The sentences of the artwork in installation order, each sentence in its own box.

During the production of the artwork, the school was not yet in use, so the gymnasium stands were used for several weeks to assemble the words of the artwork. In the photo, Johanna, who worked as the artist’s assistant on the project, is assembling the words.

The words still have their protective films on them. To protect the artwork from dents and scratches, the protective films were removed only just before each sentence was attached to the ceiling.

The sentences of the artwork were attached to the ceiling using a lift. The photo shows the lift in the area that is now the school cafeteria. In the upper right corner, the artist and installer are discussing the installation of the artwork. Photo: Johanna Havimäki

 

Installation work during the second week of installation, with Sami in the lift.

Handing a sentence up to the lift. Photo: Johanna Havimäki

 

Meaning of the title

 

The Weight of Air refers both to the visual lightness of the sculpture and to the question: What does air weigh?

Air pressure changes according to circumstances. The same is true of how life feels — as a child or an adult — depending on the pressures surrounding us.

In weather forecasts, falling pressure brings rain. The sculpture takes the form of a summer rainfall, and my hope is that it creates a place within the school where pressure softens for a moment — a place to breathe.

All photos of the finished work are by Sami Saastamoinen

The sentences of the artwork create reflections on the walls, their locations changing according to the seasons and the time of day.

A translated excerpt from the conversations behind the artwork: “… and not every day is dancing in the clouds; there is quite a lot of ordinary everyday life too, and you can also make that into something… good.”


 

P.S.

… a kind of bonus section to the artwork

What happens to the dots of the letters i, j, ä and ö?

When words are suspended in the air, won’t the dots fall to the floor?

 

The school has several glass partition walls and doors, which required safety stickers to prevent collisions.
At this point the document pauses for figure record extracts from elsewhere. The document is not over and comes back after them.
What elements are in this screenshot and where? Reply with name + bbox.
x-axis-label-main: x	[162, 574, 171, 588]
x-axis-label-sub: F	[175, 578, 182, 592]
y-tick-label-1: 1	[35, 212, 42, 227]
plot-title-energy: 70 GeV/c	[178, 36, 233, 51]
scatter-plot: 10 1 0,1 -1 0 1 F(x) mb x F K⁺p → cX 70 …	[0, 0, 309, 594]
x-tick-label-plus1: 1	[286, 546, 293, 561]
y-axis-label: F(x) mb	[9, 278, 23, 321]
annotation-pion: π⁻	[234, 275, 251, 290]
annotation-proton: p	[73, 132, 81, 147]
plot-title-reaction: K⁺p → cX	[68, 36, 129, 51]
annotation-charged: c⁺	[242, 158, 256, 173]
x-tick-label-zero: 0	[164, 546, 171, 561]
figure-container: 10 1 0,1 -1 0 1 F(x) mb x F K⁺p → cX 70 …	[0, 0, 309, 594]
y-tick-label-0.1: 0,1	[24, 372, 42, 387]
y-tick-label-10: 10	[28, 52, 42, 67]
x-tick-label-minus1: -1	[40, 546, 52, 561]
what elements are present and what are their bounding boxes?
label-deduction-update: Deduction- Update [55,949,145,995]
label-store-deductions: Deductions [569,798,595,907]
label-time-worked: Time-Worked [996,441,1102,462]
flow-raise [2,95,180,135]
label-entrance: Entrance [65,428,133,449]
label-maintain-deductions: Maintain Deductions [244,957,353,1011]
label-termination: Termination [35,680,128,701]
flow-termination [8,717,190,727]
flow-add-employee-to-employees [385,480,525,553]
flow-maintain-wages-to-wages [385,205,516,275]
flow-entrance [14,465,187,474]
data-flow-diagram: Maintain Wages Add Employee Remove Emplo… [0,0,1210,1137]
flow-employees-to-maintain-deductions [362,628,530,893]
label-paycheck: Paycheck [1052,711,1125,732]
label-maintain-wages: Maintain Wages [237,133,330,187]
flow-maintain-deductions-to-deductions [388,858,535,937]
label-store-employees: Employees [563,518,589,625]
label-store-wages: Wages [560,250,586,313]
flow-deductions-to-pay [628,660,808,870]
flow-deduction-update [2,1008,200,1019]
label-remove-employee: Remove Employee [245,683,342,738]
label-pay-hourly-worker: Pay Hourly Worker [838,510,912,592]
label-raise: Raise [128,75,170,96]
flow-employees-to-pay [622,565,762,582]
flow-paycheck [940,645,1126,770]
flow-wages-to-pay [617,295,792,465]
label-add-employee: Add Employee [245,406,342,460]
I was asked to come up with an idea for these. For this purpose, I designed an image motif in which the dots of the letters i, j, ä and ö seem to fall from the artwork and continue their own adventure in the glass decals.

The dots can be spotted not only on the doors leading to the main lobby on the second and third floors, but also in door decals elsewhere in the school.

On closer inspection, the dots are not round — they have been created using dots taken from the lettering of the artwork itself.

 

The artwork can be seen in the school’s main lobby whenever the school is open — either for everyday school activities or for events in the multipurpose hall. The address is Koulukatu 13, Valkeakoski, Finland.

 

Acknowledgements

Creating a public artwork is, in many ways, less like making a single painting and more like making a film. Although the artistic responsibility rests with the artist, the work can only come into being through the contribution, skill and goodwill of many people.

I would like to thank all the parents and teachers who took part in the interviews for this artwork. Without their openness and generosity, the work would not exist.

My warm thanks to Antti and Tunkua Oy for the many rounds of prototyping and for cutting the final artwork from acrylic; to Katri and Hervannan Kuriiri for transporting the parts of the artwork to the school; and to Heidi, Antti and Johanna for helping assemble the words into sentences.

Thank you to Sami and Mari for the installation of the artwork, and to Pasi, Marianne and the team at Skanska for preparing the site and supporting the installation process.

I am also grateful to Annika, Tuomas and everyone at the City of Valkeakoski who contributed to the project, and to my colleague Hanna Vihriälä for wire consulting and emotional support.

Special thanks to the fire inspector, who carefully studied the artwork and confirmed that it could be safely produced as planned, and to the many helpful specialists, suppliers and craftspeople who assisted with the technical details along the way.

Finally, thank you to my spouse, friends and colleagues for their support throughout the process.